Share your dilemmas and get honest opinions from other Mumsnetters.

If you can afford to pay for an NHS Treatment you should

155 replies

autumnglow · 28/01/2017 09:18

Or at least consider it. My friend was forever moaning about her MIL (hip) op being canx and saying it wasnt fair and complaining about the NHS. I know the MIL has 4 children all comfortably off - not rich by any means. It did make me think why don't you all club together and go private. If you've got the means then why not?

OP posts:
userformallyknownasuser1475360 · 28/01/2017 10:30

I would have no problem paying for private health insurance - but why should I? I already pay it through National Insurance contributions, if I pay for things like BUPA etc, then surely I should be exempted from NI as I am already paying for it.

The issue I have is those people who can work but who do not...they get their benefit payments, and then all healthcare free on top (i.e. Dental treatment) I get my wages, get taxed on them and then have to pay for things like dentists/eye care as well on top.

BanjoStarz · 28/01/2017 10:31

I think it's a slippery slope if we start means testing health care and judging whether certain things are self inflicted or not - where would it stop?

One thing blaming the fatties for self inflicted type II diabetes (you know it's not that simple right?), what about the idiot driver who wasn't paying attention and ploughed their car into a tree...do you wait it to ascertain if they're blameless enough for medical care?

Or the CF baby who was born even though their parents knew they were carriers? Who pays then?

The NHS has to remain free at the point of use, otherwise yiu might as well require everyone to have insurance...

BadKnee · 28/01/2017 10:32

Prompto - I take your point about carers and low paid. It is unfair.

The system at the moment is very unfair on a different set of people. Those that work full time on average wages so who pay, (and also usually then pay for housing and food and council tax - no discounts), and find that as the population increases and more and more conditions can be treated and people live longer etc etc , they never get to the front of the queue.

lljkk · 28/01/2017 10:36

The problem is that if everyone uses the NHS then everyone is invested. Everyone wants it to be the best it can be and gets upset when govt. policy makes that less likely.
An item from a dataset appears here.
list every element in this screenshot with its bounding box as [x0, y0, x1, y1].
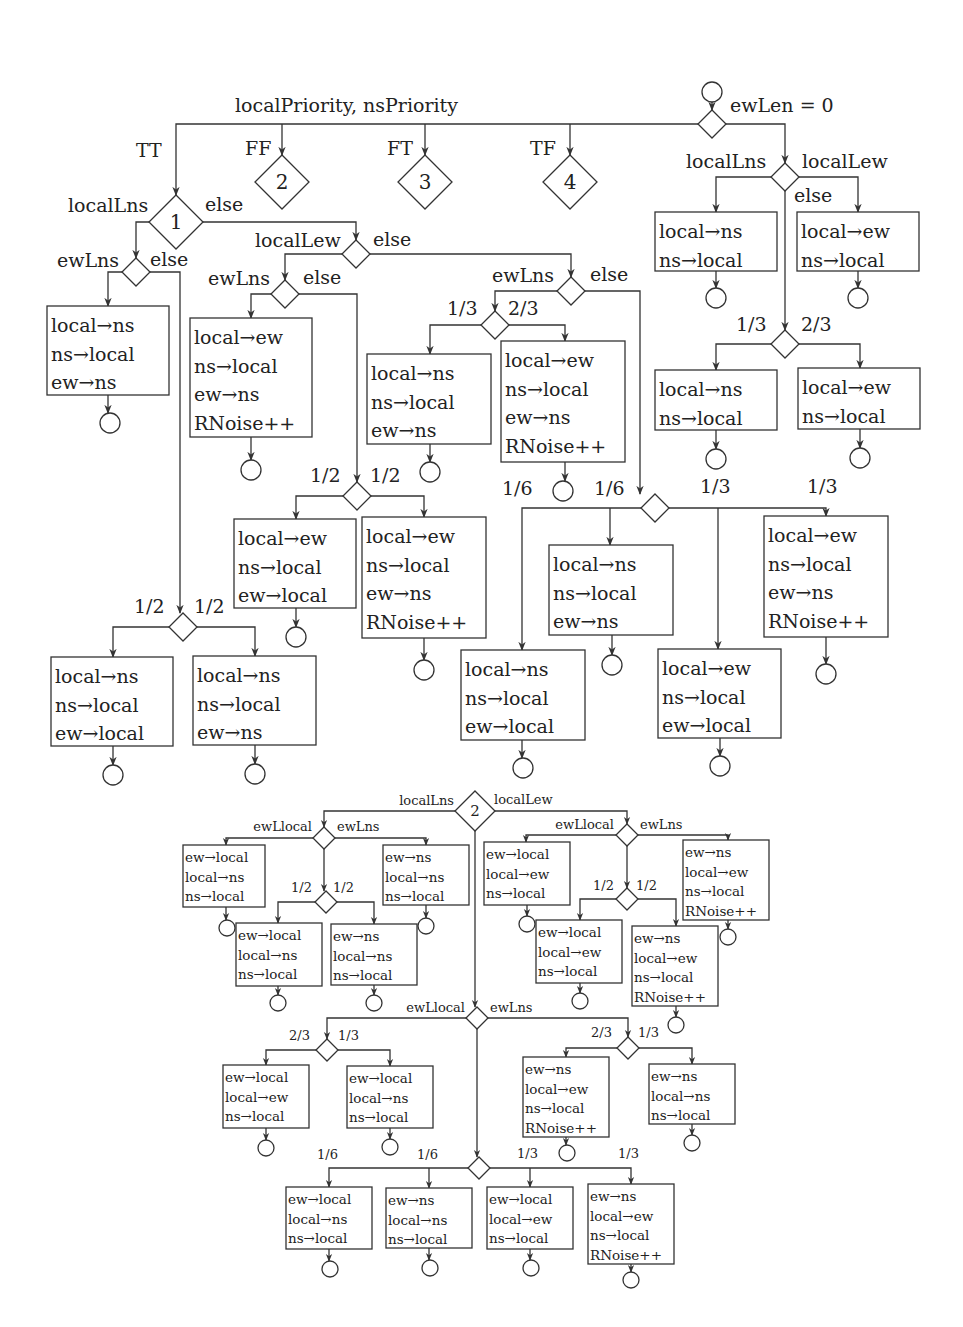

But if many people go private, then the wealthy (who tend to have most leverage in politics & policy etc) don't have to give a damn about NHS because they have alternatives.

This is why private schools can be damaging. If private schools were outlawed then state schools could improve a hell of a lot. Or dentistry: NHS dentistry is in shambles, but the affluent can shrug the problem off.

So not a good idea to widely encourage people away from using NHS.

Foureyesarebetterthantwo · 28/01/2017 10:37

Meanwhile the NHS was and still is paying to look after people who make themselves ill by way of obesity leading to type II diabetes Amazing that you know better than the geneticists who have been working on this for twenty years that all Type 2 diabetes is straightforwardly related related to obesity, or perhaps you have some way of telling which are 'self-inflicted' or perhaps you can't as there's a huge interaction between genes and environment, so that some people have impaired glucose control from the off/genetically more likely not to recognize hunger and so on.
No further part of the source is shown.